How many do I know that publish pirated videos for people to download?
None. Nada. Zip. Zilch.
Why?
Because despite what Valenti and co. think, even most so-called "pirates" have morals. The two people I know who "pirate" videos make copies to share with each other because too many of their DVDs were damaged by mailing them back and forth. If a couple CDs with a DiVX gets trashed by the post office, it's only some effort and $1.20 worth of CDRs that are lost.
I'm sure there are plenty of people interested in downloading free movies, but I think it's safe to assume those are people who would rent or borrow the movie rather than buy a copy.
It's the same as the Napster demographic -- most Napster hoarders I know didn't spend a lot of money on CDs before Napster, they didn't spend a lot after Napster was shut down, and they never will.

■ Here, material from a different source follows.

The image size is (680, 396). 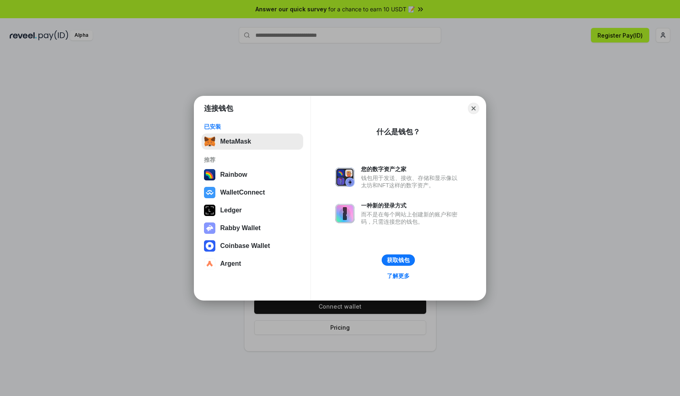 What do you see at coordinates (210, 211) in the screenshot?
I see `img: svg+xml,%3Csvg%20xmlns%3D%22http%3A%2F%2Fwww.w3.org%2F2000%2Fsvg%22%20width%3D%2228%22%20height%3...` at bounding box center [210, 211].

Back in the pre-digital days, they were the people who taped songs with a cassette deck from FM radio, while the industry cried that they would be ruined.
It's time Hollywood got off their monopolistic high horse and accepted that their industry is losing money because it's churning out crap, not because of piracy. I haven't been to a theatre in four years because there hasn't been anything worth paying theatre-ticket prices.

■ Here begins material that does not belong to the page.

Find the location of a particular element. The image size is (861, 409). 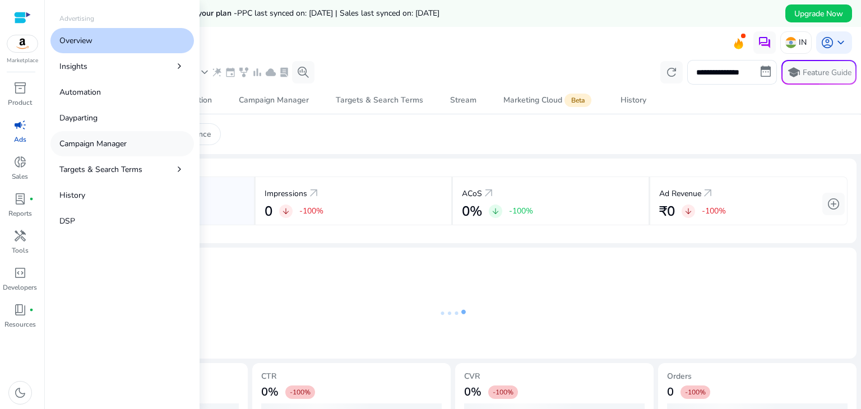

button: refresh is located at coordinates (671, 72).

Most of my DVDs are of movies produced years ago, less than 10% are "new" releases from the past couple years. A huge chunk of that collection is B-movies and anime, neither of which are produced on a tenth of the budget wasted on the advertising budget for the typical Hollywood flop.
I do not fail; I succeed at finding out what does not work.
Two Jack Valenti quotes immediately jumped out to me as absurd...
"A recent survey revealed that 68 percent of all home computer users say they're satisfied with their normal 56K computer modem."
I've never met one person who was happy with the 56K speed, have you?
"The second professorial indictment is palpable nonsense. It is a charge issued only by those who have a blurred knowledge of the financial fragility of the film industry. Because making movies is so expensive, only two in 10 films ever retrieve their production and marketing investment from domestic theatrical exhibition."
It's not that movies are so expensive to make, but isn't rather that there are SO MANY BAD movies made and almost every bad one loses money?
Wouldn't it be a GOOD THING if Hollywood had to FINALLY run their operations like Real Businesses, with things like Accountability and Penalties for Failures?
How can we ever take him or his industry seriously? Dino DeLaurantis' first movie made money. The next 30 all, ALL lost money. Any other industry in the world would have seen him make 2-5 more movies, not 30. (To my recollection.)